In “Is There a Distinctive Conservative Jurisprudence?” (University of Colorado Law Review, Fall 2002) he refutes the charge that there is no principled distinction between the “activism” of the Supreme Court under Chief Justice Rehnquist and that of the New Deal and Earl Warren courts. The Rehnquist Court has indeed invalidated many laws. However, Wilkinson says the earlier courts would “constitutionalize freely,” meaning “extend constitutional rights to a point that impaired the democratic process.” All judicial activism intrudes upon democratic processes, but many of the Rehnquist Court’s invalidations have “restructured democratic responsibilities,” partially restoring the Founders’ understanding of the proper allocation of responsibilities.

In the 1995 overturning of the federal Gun-Free School Zones Act, the Rehnquist Court acted, Wilkinson says, as “a structural referee, not an ideological combatant.” Congress justified pre-empting states and regulating guns near schools by citing the usual justification for extending its reach–its power to regulate interstate commerce. But, says Wilkinson, “the proposition that regulable commerce must mean something short of everything is hardly debatable.” And the Rehnquist Court’s ruling left states empowered to enact gun-free school zones democratically.

In the Rehnquist Court’s conservative jurisprudence of balancing, federalism does not always trump competing constitutional values. The states, says Wilkinson, are not the only important “mediative institutions” between the individual and the national government. When state and local governments have imposed intrusive regulations on the Boy Scouts (mandating that they accept gay scoutmasters) and political parties (mandating primaries open to persons not members of the party), the Rehnquist Court has restricted states’ powers in the name of the very principle that, in other contexts, caused the court to affirm states’ powers–to protect the intermediary institutions of civil society through which our communal, as opposed to our solitary, selves are expressed. Such protection has been, Wilkinson believes, scanted by the “binary” vision of liberal activism, which is committed to “sweeping and virtually limitless national power” and “the recognition of new individual rights,” but little in between.

In “Why Conservative Jurisprudence is Compassionate” (to be published in the Virginia Law Review), Wilkinson argues that compassion in jurisprudence is more complicated than merely rendering judicial succor to those with poignant circumstances. Rather, compassion, as judges can properly consider it, begins by understanding this:

Rules–rules that restrict judges’ discretion to heed the promptings of poignancy–have considerable virtues. They give people advance notice of what is permitted and required, they produce uniform and consistent treatment of comparable cases and they respect whatever democratic processes have produced the rule.

Wilkinson says liberals and conservatives differ about “the place of compassion in the democratic process.” The human condition features myriad misfortunes and devastating conditions. “Victims of social circumstance, however, are altogether distinct from victims of another’s violation of a specific legal duty. It is the job of the democratic process to ameliorate the effects of the former. It is the judiciary’s charge to rectify the latter.”

And “modesty”–for Wilkinson, the cardinal virtue–is required of judges by society’s complexity. Are rent controls compassionate, or do they create a shortage of rental units and a disincentive for landlords to spend on maintenance? Does bilingual education, compassionately intended, impede the mastery of English and upward mobility? Such vexing policy questions about applied compassion are quintessentially those to which democratic rather than judicial processes should provide answers.

For judges struggling with what Wilkinson calls “the inscrutability of compassion,” a guiding principle should be that individual plaintiffs are not the only focus of compassion. Collective entities often are instruments of society’s compassion. Judges must “personalize” social injury, understanding, for example, that inertial law enforcement has its victims. And that although supposedly compassionate malpractice and product-liability awards may increase patient and consumer safety, they also may drive up prices and prevent needed goods from reaching the market.

When next there is a Supreme Court vacancy, Wilkinson’s measured jurisprudence might make him the ideal nominee to silence those whose arguments against judicial conservatism range from the unpersuasive to the offensive.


WORK INSTRUCTION: Would you copy out, exactly as written, each line from the one containing "You are a GUI" to the end of the records below?

[Saved entries]
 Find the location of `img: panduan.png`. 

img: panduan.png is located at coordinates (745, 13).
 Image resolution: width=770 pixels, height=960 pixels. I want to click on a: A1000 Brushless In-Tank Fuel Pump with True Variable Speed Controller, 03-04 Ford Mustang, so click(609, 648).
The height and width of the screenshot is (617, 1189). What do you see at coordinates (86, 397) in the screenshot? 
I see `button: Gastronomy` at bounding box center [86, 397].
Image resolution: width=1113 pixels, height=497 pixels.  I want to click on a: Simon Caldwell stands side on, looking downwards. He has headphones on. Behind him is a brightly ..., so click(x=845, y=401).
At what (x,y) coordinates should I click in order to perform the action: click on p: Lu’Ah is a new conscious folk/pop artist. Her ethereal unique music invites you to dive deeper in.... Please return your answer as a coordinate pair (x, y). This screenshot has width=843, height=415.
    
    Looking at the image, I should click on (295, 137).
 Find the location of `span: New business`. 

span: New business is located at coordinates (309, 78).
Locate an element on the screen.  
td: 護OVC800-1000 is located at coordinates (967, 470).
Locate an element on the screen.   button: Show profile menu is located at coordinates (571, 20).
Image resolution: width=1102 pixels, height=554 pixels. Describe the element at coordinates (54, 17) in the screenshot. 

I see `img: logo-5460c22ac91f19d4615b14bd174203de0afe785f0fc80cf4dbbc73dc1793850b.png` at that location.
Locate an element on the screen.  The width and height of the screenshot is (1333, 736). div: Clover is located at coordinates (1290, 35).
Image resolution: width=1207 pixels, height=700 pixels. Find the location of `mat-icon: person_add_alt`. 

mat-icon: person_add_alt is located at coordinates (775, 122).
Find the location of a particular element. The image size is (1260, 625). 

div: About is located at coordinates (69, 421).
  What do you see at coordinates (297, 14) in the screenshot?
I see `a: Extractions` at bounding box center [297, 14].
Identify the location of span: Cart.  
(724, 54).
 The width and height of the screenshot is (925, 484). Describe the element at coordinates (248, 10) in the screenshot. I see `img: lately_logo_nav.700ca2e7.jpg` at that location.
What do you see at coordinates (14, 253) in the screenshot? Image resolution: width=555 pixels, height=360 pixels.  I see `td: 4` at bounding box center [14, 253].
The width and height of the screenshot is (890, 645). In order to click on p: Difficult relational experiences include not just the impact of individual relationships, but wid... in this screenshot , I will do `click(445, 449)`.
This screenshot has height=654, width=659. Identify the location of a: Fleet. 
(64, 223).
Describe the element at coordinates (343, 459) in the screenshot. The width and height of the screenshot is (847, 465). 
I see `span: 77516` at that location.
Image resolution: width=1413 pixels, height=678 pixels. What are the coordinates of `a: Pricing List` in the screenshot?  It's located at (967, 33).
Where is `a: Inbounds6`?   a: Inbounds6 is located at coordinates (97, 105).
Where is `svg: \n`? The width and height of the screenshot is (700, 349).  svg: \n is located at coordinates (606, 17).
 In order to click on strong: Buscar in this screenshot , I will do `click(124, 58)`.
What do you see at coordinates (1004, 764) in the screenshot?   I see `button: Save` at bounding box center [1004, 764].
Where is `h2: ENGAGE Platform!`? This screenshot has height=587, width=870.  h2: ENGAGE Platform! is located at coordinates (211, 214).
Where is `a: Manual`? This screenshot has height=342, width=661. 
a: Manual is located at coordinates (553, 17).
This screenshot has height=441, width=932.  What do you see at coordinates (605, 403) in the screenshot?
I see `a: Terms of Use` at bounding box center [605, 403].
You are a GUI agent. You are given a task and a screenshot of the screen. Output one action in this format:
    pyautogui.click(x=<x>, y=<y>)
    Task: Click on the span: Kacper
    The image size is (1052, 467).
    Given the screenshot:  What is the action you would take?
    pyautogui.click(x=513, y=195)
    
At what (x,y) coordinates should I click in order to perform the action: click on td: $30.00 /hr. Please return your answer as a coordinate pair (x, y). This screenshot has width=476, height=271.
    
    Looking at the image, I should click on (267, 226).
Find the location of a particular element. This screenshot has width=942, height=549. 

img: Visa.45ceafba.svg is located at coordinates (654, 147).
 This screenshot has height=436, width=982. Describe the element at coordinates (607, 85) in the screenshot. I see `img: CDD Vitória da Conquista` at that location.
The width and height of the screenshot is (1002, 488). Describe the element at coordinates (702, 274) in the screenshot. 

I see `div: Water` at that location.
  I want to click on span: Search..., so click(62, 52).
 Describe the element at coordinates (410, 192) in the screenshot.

SOLUTION:
You are a GUI agent. You are given a task and a screenshot of the screen. Output one action in this format:
    pyautogui.click(x=<x>, y=<y>)
    Task: Click on the span: Kacper
    The image size is (1052, 467).
    Given the screenshot:  What is the action you would take?
    pyautogui.click(x=513, y=195)
    
At what (x,y) coordinates should I click in order to perform the action: click on td: $30.00 /hr. Please return your answer as a coordinate pair (x, y). This screenshot has width=476, height=271.
    
    Looking at the image, I should click on (267, 226).
Find the location of a particular element. This screenshot has width=942, height=549. 

img: Visa.45ceafba.svg is located at coordinates (654, 147).
 This screenshot has height=436, width=982. Describe the element at coordinates (607, 85) in the screenshot. I see `img: CDD Vitória da Conquista` at that location.
The width and height of the screenshot is (1002, 488). Describe the element at coordinates (702, 274) in the screenshot. 

I see `div: Water` at that location.
  I want to click on span: Search..., so click(62, 52).
 Describe the element at coordinates (410, 192) in the screenshot.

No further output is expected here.